Monarch butterflies vs. Hurricane Patricia: As the storm headed up Mexico, the flock was set to cross its path
October marks the insects’ annual approach through the country, which would have sent them across the record-setting storm’s route last week.
But those butterflies shifted their flight east, away from the hurricane’s track, according to the Mexican national agency tasked with tracking them.
The butterflies “changed their route from west to east and have taken refuge in the ravines” of the country’s eastern mountain range, the Sierra Madre Oriental, the National Commission of Natural Protected Areas (CONANP) reported.
“Monarchs have the weight of a paper clip,” said Gail Morris, a monarch conservationist in Arizona. “With a strong wind, it doesn’t take much to blow them into another area.”
Morris explained that, based on past experience, the iconic butterfly’s eastward shift ahead of Patricia was likely a response to the change in wind directions associated with the storm. She is the coordinator for the Chandler-based Southwest Monarch Study, which monitors the flyways throughout Arizona of western monarch populations.
“The winds moving into the area ahead of a low pressure system could be, depending on the monarchs’ location… it would shift them farther east,” she said.
Alejandro del Mazo Maza, commissioner for CONANP, said the detour from the storm would likely delay by several days the arrival of a large number of the monarch population to their winter breeding grounds in central Mexico. They’re expected in early November, according to the agency’s report.
Monarch butterflies complete a remarkable migratory cycle, leaving Mexico each spring for the U.S. and Canada. After multiple generations through the year, the descendants of those butterflies leave in the fall, to fly back to their ancestors’ forests in the states of Mexico and Michoacan, west of Mexico City.
But the health of the migrating butterflies as a species has been the subject of recent concern larger than any one storm. In recent years, estimates of the total population spending the winter in central Mexico have shown the colonies in steep decline. Experts have blamed that on a variety of factors including logging and development in Mexico and changing farming practices in the United States that have depleted milkweed, the butterflies’ main food source.
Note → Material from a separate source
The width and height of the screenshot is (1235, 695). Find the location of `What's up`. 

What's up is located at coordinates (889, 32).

The CONANP said this year’s migration-tracking effort, which started at the beginning of October, revealed that the monarch populations are in “good health.”
Morris echoed the report, stating that she had not heard, through her network of contacts and conservation groups, of mass mortality reports in Mexico.
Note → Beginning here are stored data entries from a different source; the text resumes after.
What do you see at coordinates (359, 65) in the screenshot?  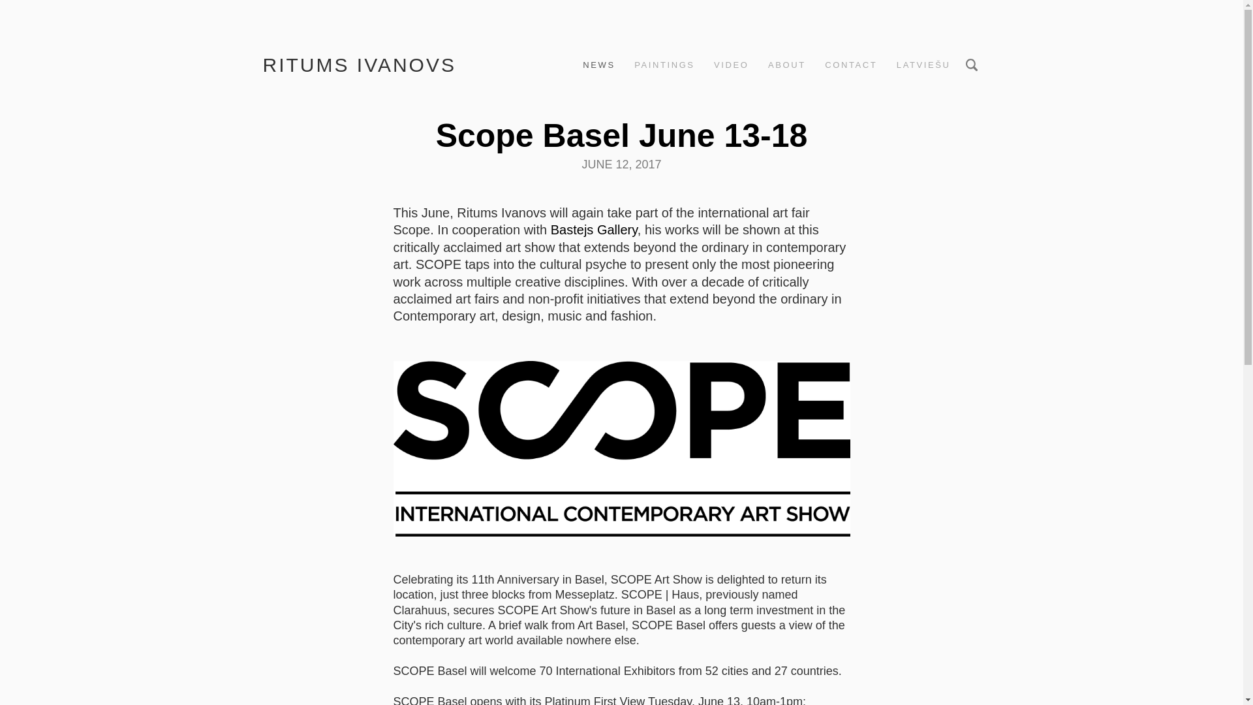 I see `RITUMS IVANOVS` at bounding box center [359, 65].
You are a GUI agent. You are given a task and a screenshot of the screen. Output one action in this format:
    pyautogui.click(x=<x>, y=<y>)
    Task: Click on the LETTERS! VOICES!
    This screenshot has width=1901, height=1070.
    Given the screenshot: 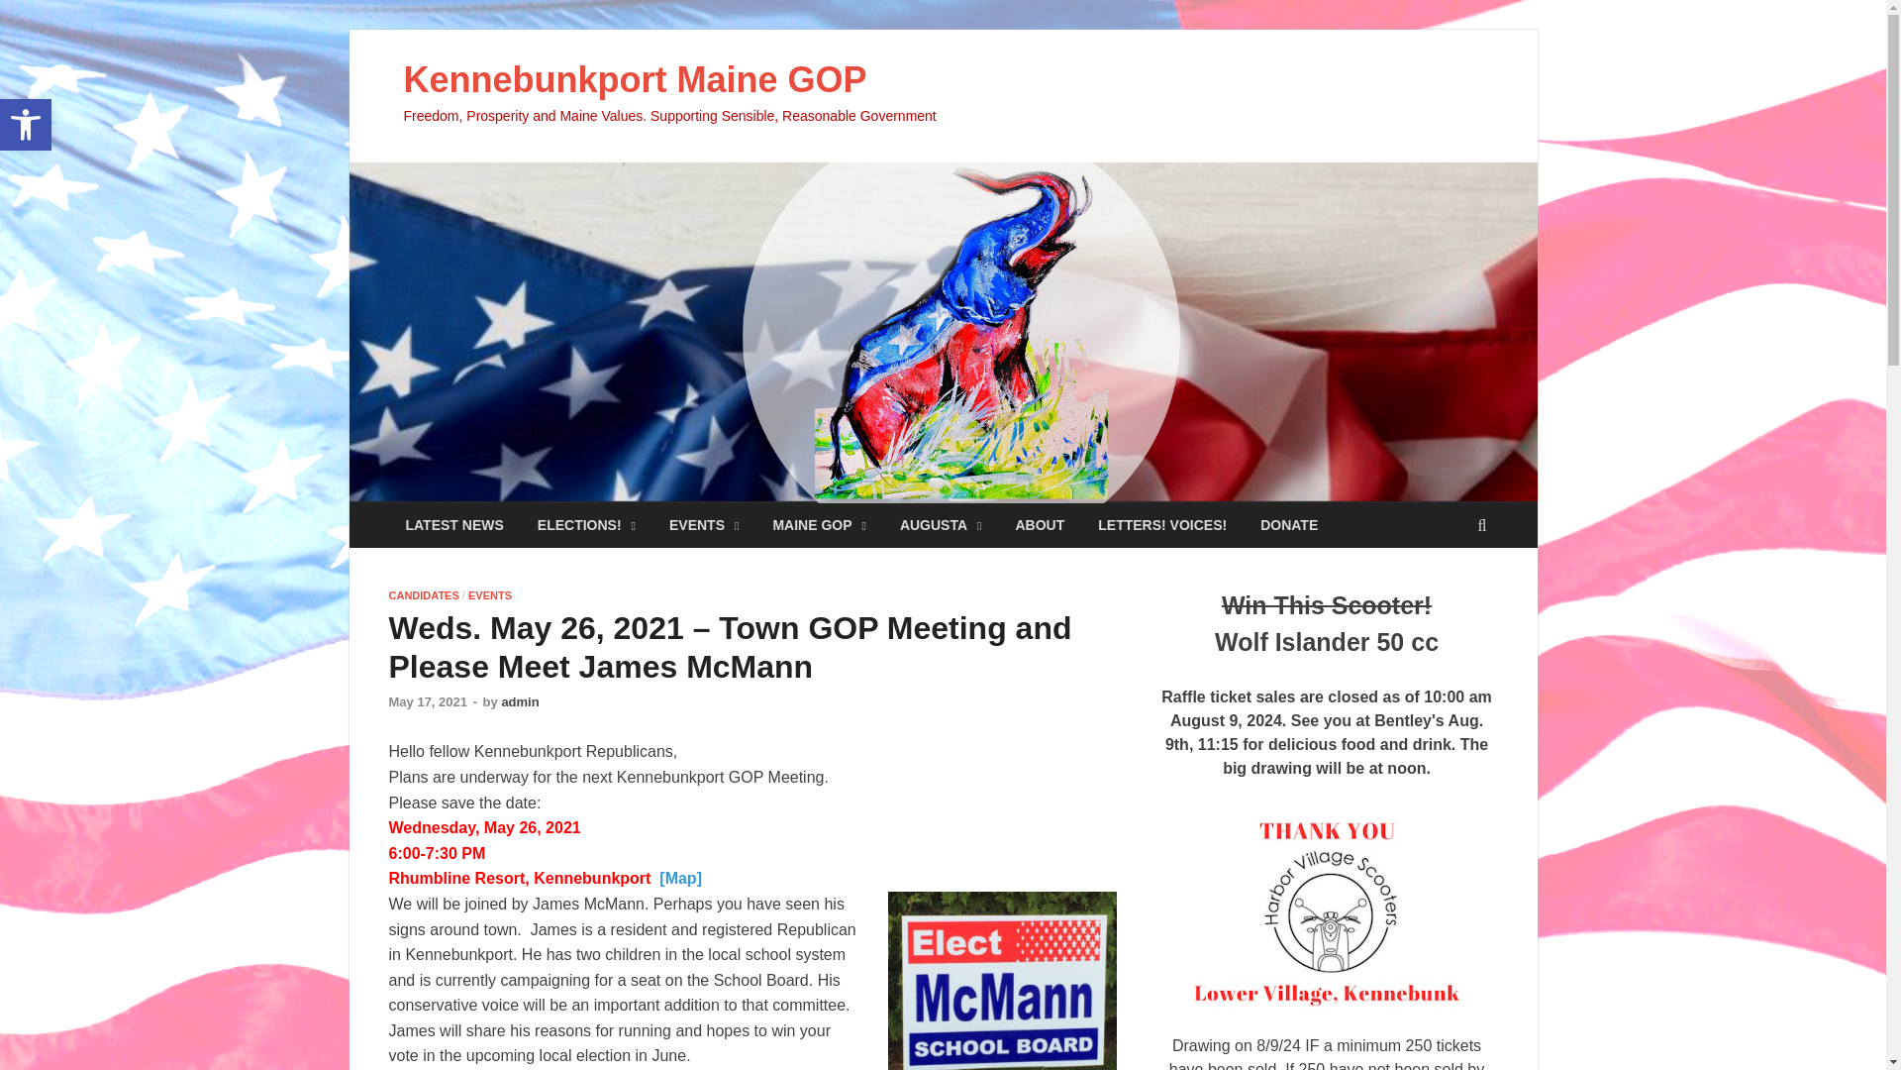 What is the action you would take?
    pyautogui.click(x=1163, y=525)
“To me, it’s all good news,” she said. “One year ago or two, the weather was restricting them from moving. They’re right where they should be, and they’re moving forward.”
Forward, in this case, out of the path of the storm. Which raises one more question about the butterflies: Did the wind blow them aside, or did they somehow know to run to safety?
Morris said the answer is still unclear – there’s not enough research on their migration to know one way or the other.
“My gut reaction,” she said of the butterflies approaching a giant storm, “is that they responded to that.”